Surely you’ve noticed that we’re sneaking in narratives around cooking and recipes at this point in the newsletter. This is partly to keep with the narrative style of the newsletter. Mostly it is because we don’t have a kitchen in which to test, photograph and publish recipes. So we figured we’d just talk a little about what we’re eating and how we’re cooking it. This serves the same purpose and we can’t be held responsible if your dinner is substandard. Don’t even suggest we publish untested recipes, Rhys will have a fit.

This week we’ve been on the toastie train. Toot toot. Rhys has a toastie almost religiously on a Saturday morning at the market. In fact, Rhys basically lives on toast, toasties and all things toast adjacent. Which is why, when he came into the Harvest offices exclaiming he’d made the single greatest toastie of his life, we took him seriously. Extraordinary claims require extraordinary evidence. We simply had to know what was in this toastie, and what set it apart from a toastie of similar composition. We regret asking.

Tell us, sneaky chef

First up it was bacon, rocket, spring onion and scamorza and mayo, on sourdough.

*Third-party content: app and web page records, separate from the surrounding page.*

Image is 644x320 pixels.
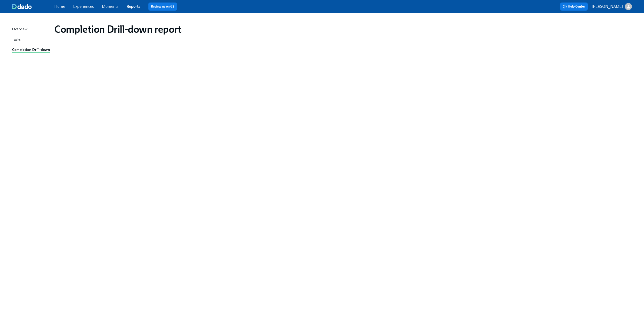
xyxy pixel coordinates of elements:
[126,4,141,9] a: Reports
[563,4,586,9] span: Help Center
[12,26,51,32] a: Overview
[55,4,65,9] a: Home
[102,4,119,9] a: Moments
[560,2,588,10] button: Help Center
[151,4,175,9] a: Review us on G2
[73,4,94,9] a: Experiences
[592,4,623,9] p: [PERSON_NAME]
[592,3,632,10] button: [PERSON_NAME]
[12,47,51,53] a: Completion Drill-down
[12,47,50,53] div: Completion Drill-down
[12,26,28,32] div: Overview
[12,36,21,43] div: Tasks
[12,4,32,9] img: dado
[12,4,55,9] a: dado
[55,23,182,36] h1: Completion Drill-down report
[12,36,51,43] a: Tasks
[149,2,177,10] button: Review us on G2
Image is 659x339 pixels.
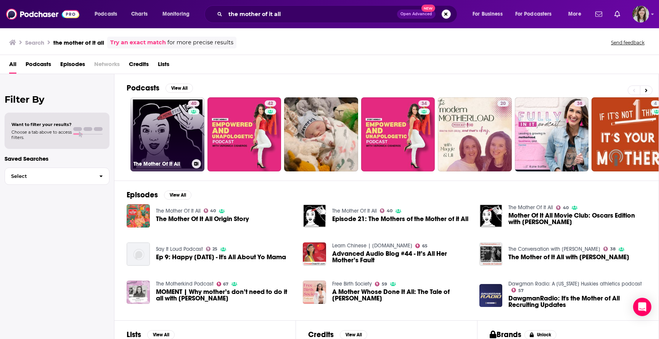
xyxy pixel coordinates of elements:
[5,173,93,178] span: Select
[515,97,589,171] a: 38
[332,288,470,301] a: A Mother Whose Done It All: The Tale of Jenny Hatch
[632,6,649,22] button: Show profile menu
[133,161,189,167] h3: The Mother Of It All
[508,246,600,252] a: The Conversation with Amanda de Cadenet
[89,8,127,20] button: open menu
[382,282,387,286] span: 59
[156,288,294,301] span: MOMENT | Why mother’s don’t need to do it all with [PERSON_NAME]
[603,246,615,251] a: 38
[212,5,464,23] div: Search podcasts, credits, & more...
[204,208,216,213] a: 40
[563,206,569,209] span: 40
[156,207,201,214] a: The Mother Of It All
[303,280,326,304] img: A Mother Whose Done It All: The Tale of Jenny Hatch
[574,100,585,106] a: 38
[156,246,203,252] a: Say It Loud Podcast
[162,9,190,19] span: Monitoring
[303,204,326,227] img: Episode 21: The Mothers of the Mother of it All
[206,246,218,251] a: 25
[479,284,503,307] a: DawgmanRadio: It's the Mother of All Recruiting Updates
[479,204,503,227] a: Mother Of It All Movie Club: Oscars Edition with Garrett Bucks
[479,242,503,265] img: The Mother of It All with Jed Jenkins
[157,8,199,20] button: open menu
[129,58,149,74] a: Credits
[191,100,196,108] span: 40
[518,289,524,292] span: 57
[508,204,553,210] a: The Mother Of It All
[60,58,85,74] a: Episodes
[467,8,512,20] button: open menu
[11,129,72,140] span: Choose a tab above to access filters.
[212,247,217,251] span: 25
[130,97,204,171] a: 40The Mother Of It All
[127,204,150,227] img: The Mother Of It All Origin Story
[500,100,506,108] span: 20
[164,190,191,199] button: View All
[332,215,468,222] a: Episode 21: The Mothers of the Mother of it All
[131,9,148,19] span: Charts
[508,280,642,287] a: Dawgman Radio: A Washington Huskies athletics podcast
[332,288,470,301] span: A Mother Whose Done It All: The Tale of [PERSON_NAME]
[127,242,150,265] img: Ep 9: Happy Mother's Day - It's All About Yo Mama
[110,38,166,47] a: Try an exact match
[5,167,109,185] button: Select
[375,281,387,286] a: 59
[332,242,412,249] a: Learn Chinese | ChineseClass101.com
[610,247,615,251] span: 38
[508,212,646,225] a: Mother Of It All Movie Club: Oscars Edition with Garrett Bucks
[303,242,326,265] img: Advanced Audio Blog #44 - It’s All Her Mother’s Fault
[9,58,16,74] a: All
[268,100,273,108] span: 42
[497,100,509,106] a: 20
[632,6,649,22] span: Logged in as devinandrade
[158,58,169,74] a: Lists
[510,8,563,20] button: open menu
[156,215,249,222] span: The Mother Of It All Origin Story
[94,58,120,74] span: Networks
[418,100,430,106] a: 34
[210,209,216,212] span: 40
[167,38,233,47] span: for more precise results
[26,58,51,74] a: Podcasts
[225,8,397,20] input: Search podcasts, credits, & more...
[511,288,524,292] a: 57
[633,297,651,316] div: Open Intercom Messenger
[207,97,281,171] a: 42
[332,250,470,263] a: Advanced Audio Blog #44 - It’s All Her Mother’s Fault
[126,8,152,20] a: Charts
[592,8,605,21] a: Show notifications dropdown
[265,100,276,106] a: 42
[421,100,427,108] span: 34
[563,8,591,20] button: open menu
[508,295,646,308] a: DawgmanRadio: It's the Mother of All Recruiting Updates
[556,205,569,210] a: 40
[415,243,427,248] a: 65
[397,10,435,19] button: Open AdvancedNew
[515,9,552,19] span: For Podcasters
[217,281,229,286] a: 67
[188,100,199,106] a: 40
[25,39,44,46] h3: Search
[5,155,109,162] p: Saved Searches
[127,280,150,304] img: MOMENT | Why mother’s don’t need to do it all with Terri Cole
[632,6,649,22] img: User Profile
[361,97,435,171] a: 34
[6,7,79,21] img: Podchaser - Follow, Share and Rate Podcasts
[421,5,435,12] span: New
[611,8,623,21] a: Show notifications dropdown
[577,100,582,108] span: 38
[654,100,657,108] span: 4
[508,212,646,225] span: Mother Of It All Movie Club: Oscars Edition with [PERSON_NAME]
[508,254,629,260] a: The Mother of It All with Jed Jenkins
[568,9,581,19] span: More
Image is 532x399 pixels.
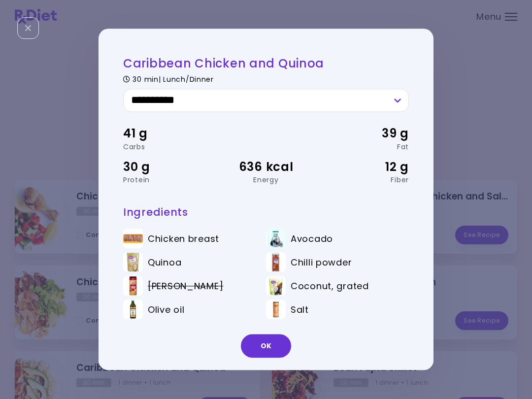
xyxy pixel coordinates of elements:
[218,158,313,177] div: 636 kcal
[291,304,309,316] span: Salt
[314,144,409,150] div: Fat
[291,281,369,292] span: Coconut, grated
[314,158,409,177] div: 12 g
[123,74,409,83] div: 30 min | Lunch/Dinner
[148,304,184,316] span: Olive oil
[17,17,39,39] div: Close
[148,234,219,244] span: Chicken breast
[123,177,218,183] div: Protein
[291,234,333,244] span: Avocado
[123,125,218,144] div: 41 g
[148,257,181,268] span: Quinoa
[218,177,313,183] div: Energy
[241,334,291,358] button: OK
[123,158,218,177] div: 30 g
[314,125,409,144] div: 39 g
[291,257,352,268] span: Chilli powder
[123,56,409,71] h2: Caribbean Chicken and Quinoa
[123,144,218,150] div: Carbs
[314,177,409,183] div: Fiber
[123,205,409,219] h3: Ingredients
[148,281,223,292] span: [PERSON_NAME]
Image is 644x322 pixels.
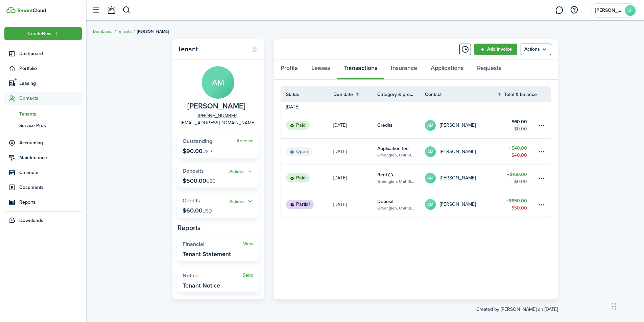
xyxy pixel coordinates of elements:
table-subtitle: Greenglen, Unit 1811 D [377,178,415,185]
button: Open resource center [568,4,580,16]
button: Open menu [521,43,551,55]
a: [DATE] [334,112,377,138]
a: Dashboard [4,47,82,60]
table-info-title: Application fee [377,145,409,152]
table-amount-title: $60.00 [511,118,527,126]
span: Portfolio [19,65,82,72]
img: TenantCloud [6,7,16,13]
a: $60.00$0.00 [497,112,537,138]
avatar-text: AM [202,66,234,99]
a: Tenants [117,28,131,35]
span: Create New [27,31,52,36]
th: Contact [425,91,497,98]
table-info-title: Rent [377,171,387,178]
p: [DATE] [334,174,346,181]
a: Leases [305,59,337,80]
table-amount-description: $0.00 [514,126,527,133]
a: Send [243,273,254,278]
a: Dashboard [93,28,113,35]
th: Status [281,91,334,98]
a: Service Pros [4,120,82,131]
a: $160.00$0.00 [497,165,537,191]
a: Paid [281,112,334,138]
span: Downloads [19,217,43,224]
a: AM[PERSON_NAME] [425,165,497,191]
a: Requests [470,59,508,80]
a: Receive [237,138,254,144]
a: Applications [424,59,470,80]
span: Cindy [595,8,622,13]
th: Sort [334,90,377,98]
a: RentGreenglen, Unit 1811 D [377,165,425,191]
status: Open [286,147,312,157]
span: Accounting [19,139,82,146]
p: $90.00 [183,148,212,154]
span: Contacts [19,94,82,102]
status: Paid [286,121,310,130]
p: $600.00 [183,177,216,184]
menu-btn: Actions [521,43,551,55]
a: Partial [281,191,334,218]
a: $650.00$50.00 [497,191,537,218]
table-amount-description: $50.00 [511,204,527,212]
a: Paid [281,165,334,191]
a: [DATE] [334,165,377,191]
table-profile-info-text: [PERSON_NAME] [440,123,475,128]
table-amount-description: $40.00 [511,152,527,159]
a: $40.00$40.00 [497,139,537,165]
a: Tenants [4,108,82,120]
a: [PHONE_NUMBER] [198,112,238,119]
a: [DATE] [334,191,377,218]
a: AM[PERSON_NAME] [425,139,497,165]
p: [DATE] [334,201,346,208]
a: [EMAIL_ADDRESS][DOMAIN_NAME] [181,119,255,126]
table-amount-title: $650.00 [506,197,527,204]
a: View [243,241,254,247]
avatar-text: AM [425,120,436,131]
a: Notifications [105,2,118,19]
p: $60.00 [183,207,212,214]
span: [PERSON_NAME] [137,28,169,35]
status: Partial [286,200,314,209]
table-profile-info-text: [PERSON_NAME] [440,202,475,207]
avatar-text: AM [425,173,436,184]
button: Timeline [459,43,471,55]
span: Deposits [183,167,204,175]
span: Reports [19,199,82,206]
span: Tenants [19,110,82,118]
panel-main-subtitle: Reports [177,223,259,233]
status: Paid [286,173,310,183]
avatar-text: C [625,5,636,16]
img: TenantCloud [16,8,46,12]
table-profile-info-text: [PERSON_NAME] [440,176,475,181]
span: Documents [19,184,82,191]
span: Credits [183,197,200,204]
table-info-title: Credits [377,122,393,129]
span: Leasing [19,80,82,87]
button: Open menu [229,168,254,176]
span: April Miller [187,102,245,110]
a: Open [281,139,334,165]
span: USD [206,178,216,185]
a: [DATE] [334,139,377,165]
p: [DATE] [334,148,346,155]
span: USD [203,148,212,155]
div: Chat Widget [610,290,644,322]
created-at: Created by [PERSON_NAME] on [DATE] [173,299,558,313]
button: Open menu [4,27,82,40]
table-amount-title: $160.00 [507,171,527,178]
button: Actions [229,168,254,176]
a: Reports [4,196,82,209]
table-subtitle: Greenglen, Unit 1811 D [377,152,415,158]
a: Add invoice [474,43,517,55]
span: Dashboard [19,50,82,57]
avatar-text: AM [425,199,436,210]
a: Application feeGreenglen, Unit 1811 D [377,139,425,165]
table-amount-title: $40.00 [508,145,527,152]
button: Actions [229,198,254,205]
widget-stats-description: Tenant Statement [183,251,231,258]
button: Open sidebar [89,4,102,16]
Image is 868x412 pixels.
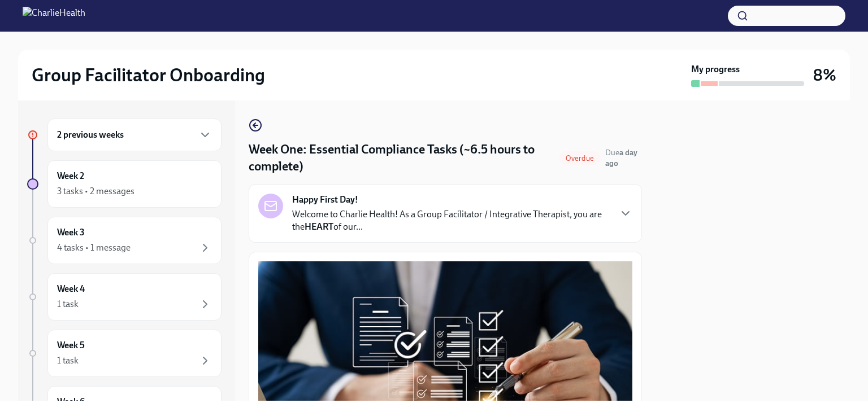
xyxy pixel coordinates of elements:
span: September 9th, 2025 10:00 [606,147,642,169]
p: Welcome to Charlie Health! As a Group Facilitator / Integrative Therapist, you are the of our... [292,209,610,233]
h6: Week 3 [57,226,85,238]
h6: Week 4 [57,283,85,295]
span: Due [606,148,638,168]
div: 1 task [57,355,79,367]
a: Week 34 tasks • 1 message [27,217,222,264]
a: Week 41 task [27,273,222,321]
h6: Week 6 [57,396,85,408]
a: Week 51 task [27,330,222,377]
h6: Week 5 [57,339,85,352]
div: 4 tasks • 1 message [57,242,131,254]
strong: a day ago [606,148,638,168]
img: CharlieHealth [23,7,85,25]
div: 1 task [57,298,79,310]
h2: Group Facilitator Onboarding [32,64,265,87]
strong: My progress [692,63,740,75]
div: 3 tasks • 2 messages [57,185,134,197]
h3: 8% [814,65,836,85]
strong: HEART [305,222,334,232]
h6: 2 previous weeks [57,129,124,141]
span: Overdue [559,154,601,163]
div: 2 previous weeks [47,118,222,152]
a: Week 23 tasks • 2 messages [27,160,222,208]
strong: Happy First Day! [292,194,358,206]
h6: Week 2 [57,170,84,182]
h4: Week One: Essential Compliance Tasks (~6.5 hours to complete) [248,141,555,175]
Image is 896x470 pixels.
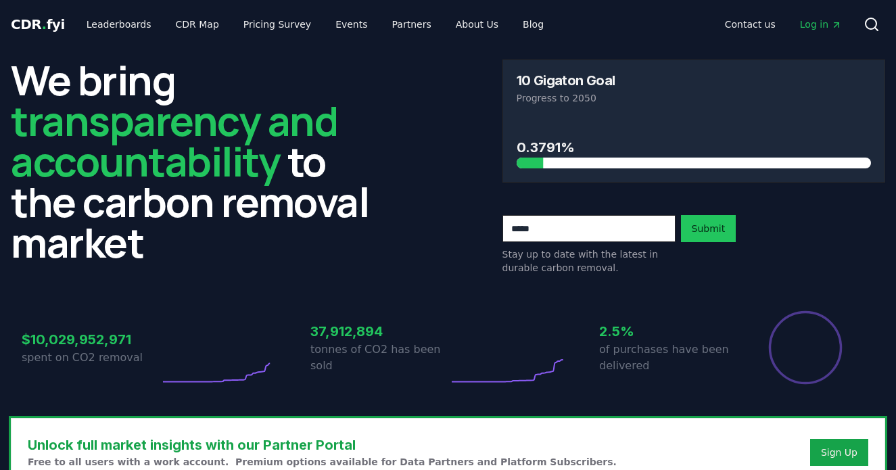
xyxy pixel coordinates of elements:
[512,12,555,37] a: Blog
[517,74,616,87] h3: 10 Gigaton Goal
[11,15,65,34] a: CDR.fyi
[22,329,160,350] h3: $10,029,952,971
[821,446,858,459] a: Sign Up
[11,93,338,189] span: transparency and accountability
[681,215,737,242] button: Submit
[714,12,787,37] a: Contact us
[517,137,872,158] h3: 0.3791%
[28,455,617,469] p: Free to all users with a work account. Premium options available for Data Partners and Platform S...
[381,12,442,37] a: Partners
[599,342,737,374] p: of purchases have been delivered
[310,321,448,342] h3: 37,912,894
[310,342,448,374] p: tonnes of CO2 has been sold
[233,12,322,37] a: Pricing Survey
[76,12,555,37] nav: Main
[22,350,160,366] p: spent on CO2 removal
[503,248,676,275] p: Stay up to date with the latest in durable carbon removal.
[11,16,65,32] span: CDR fyi
[714,12,853,37] nav: Main
[445,12,509,37] a: About Us
[28,435,617,455] h3: Unlock full market insights with our Partner Portal
[768,310,843,386] div: Percentage of sales delivered
[165,12,230,37] a: CDR Map
[517,91,872,105] p: Progress to 2050
[76,12,162,37] a: Leaderboards
[325,12,378,37] a: Events
[789,12,853,37] a: Log in
[42,16,47,32] span: .
[599,321,737,342] h3: 2.5%
[800,18,842,31] span: Log in
[810,439,868,466] button: Sign Up
[11,60,394,262] h2: We bring to the carbon removal market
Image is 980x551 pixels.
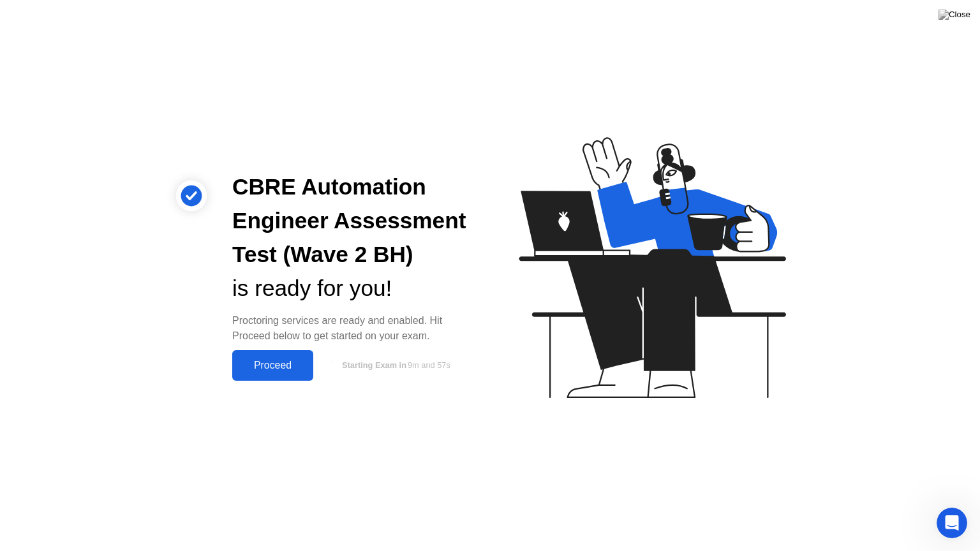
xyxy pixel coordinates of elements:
div: Close [224,6,247,29]
div: is ready for you! [232,272,469,306]
img: Close [938,10,970,20]
button: go back [8,5,32,29]
button: Proceed [232,350,313,381]
iframe: Intercom live chat [936,507,967,538]
button: Starting Exam in9m and 57s [319,353,469,378]
div: Proctoring services are ready and enabled. Hit Proceed below to get started on your exam. [232,313,469,344]
span: 9m and 57s [407,361,450,370]
div: CBRE Automation Engineer Assessment Test (Wave 2 BH) [232,170,469,271]
div: Proceed [236,360,309,371]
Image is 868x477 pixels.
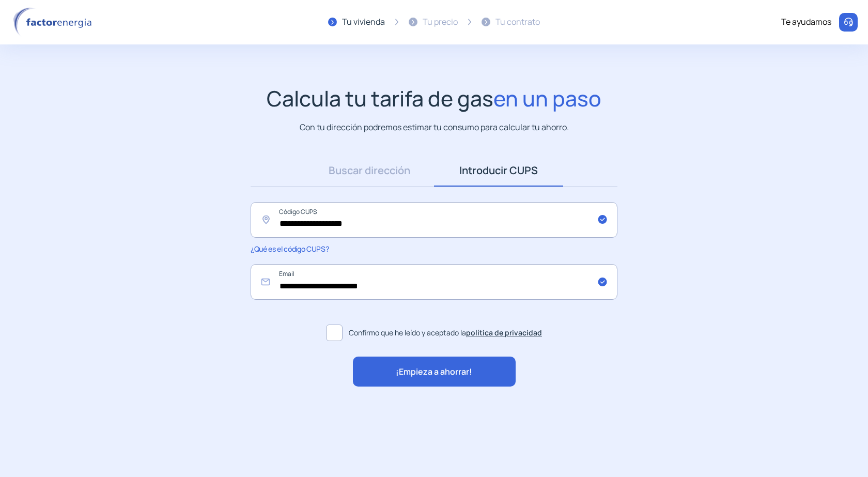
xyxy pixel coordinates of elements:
span: en un paso [493,84,601,113]
p: Con tu dirección podremos estimar tu consumo para calcular tu ahorro. [299,121,569,134]
div: Tu contrato [495,15,540,29]
span: ¡Empieza a ahorrar! [395,366,472,379]
span: ¿Qué es el código CUPS? [250,244,329,254]
div: Te ayudamos [781,15,831,29]
a: Introducir CUPS [434,154,563,187]
a: Buscar dirección [305,154,434,187]
img: logo factor [10,7,98,37]
span: Confirmo que he leído y aceptado la [349,327,542,339]
h1: Calcula tu tarifa de gas [266,86,601,111]
div: Tu vivienda [342,15,385,29]
div: Tu precio [422,15,458,29]
img: llamar [843,17,853,28]
a: política de privacidad [466,328,542,337]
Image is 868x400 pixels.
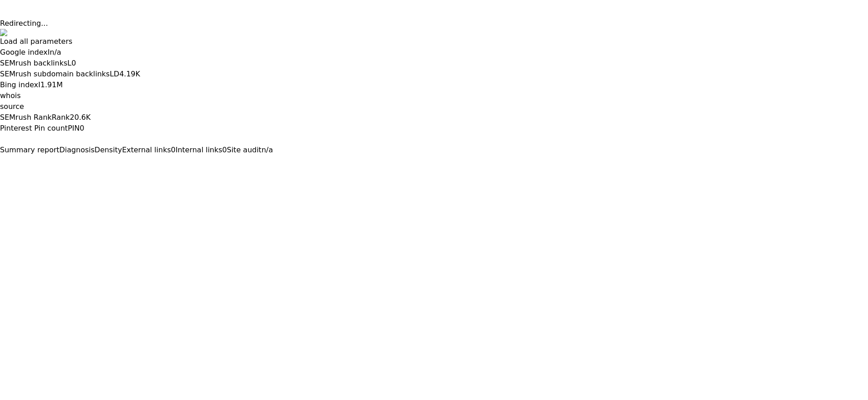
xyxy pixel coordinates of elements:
[227,146,273,154] a: Site auditn/a
[38,80,40,89] span: I
[122,146,171,154] span: External links
[175,146,222,154] span: Internal links
[51,113,70,121] span: Rank
[71,59,76,68] a: 0
[50,48,61,57] a: n/a
[48,48,50,57] span: I
[68,59,71,68] span: L
[227,146,262,154] span: Site audit
[60,146,94,154] span: Diagnosis
[79,124,84,132] a: 0
[110,70,119,78] span: LD
[94,146,122,154] span: Density
[261,146,273,154] span: n/a
[68,124,79,132] span: PIN
[171,146,175,154] span: 0
[119,70,140,78] a: 4.19K
[222,146,227,154] span: 0
[70,113,90,121] a: 20.6K
[40,80,63,89] a: 1.91M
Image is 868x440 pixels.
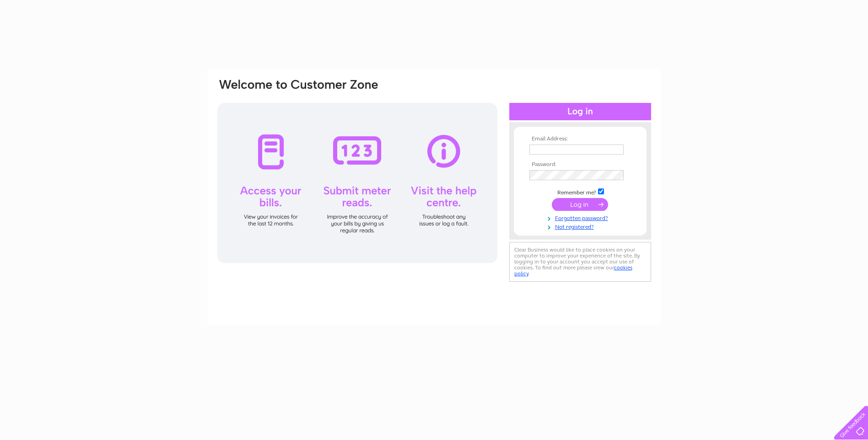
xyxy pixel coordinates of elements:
[509,242,652,282] div: Clear Business would like to place cookies on your computer to improve your experience of the sit...
[530,222,634,231] a: Not registered?
[514,265,632,277] a: cookies policy
[552,198,608,211] input: Submit
[527,161,634,168] th: Password:
[527,187,634,196] td: Remember me?
[527,136,634,142] th: Email Address:
[530,213,634,222] a: Forgotten password?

Yep, that sounds good for sure, but it doesn’t sound greatest-toastie-in-the-history-of-humankind good. What gives? There are a few nuances here that set this toastie apart (apparently, the explanation was long and winding and we drifted off at various points). A home-made mayonnaise featuring seeded mustard was a factor. As was the punchy, uber-fresh roquette and smoky, melty scamorza. Cooking the bacon on the griddle pan until crusted but not crispy was another key point. But the kicker we’re led to believe was grilling the toastie on the griddle pan in the bacon fat, and weighting the toastie down with a plate during cooking. It sounds remarkably simple but in this time-poor age of teflon panini presses, one forgets the simple things from time to time.

The point here is this: Toasties are great because you can fill them with any combination of things you like. They’re reasonably healthy, they’re quick and cheap and occasionally, they’re mind-blowingly delicious.

OK that’s enough now. Thanks for reading. Vive la toastie.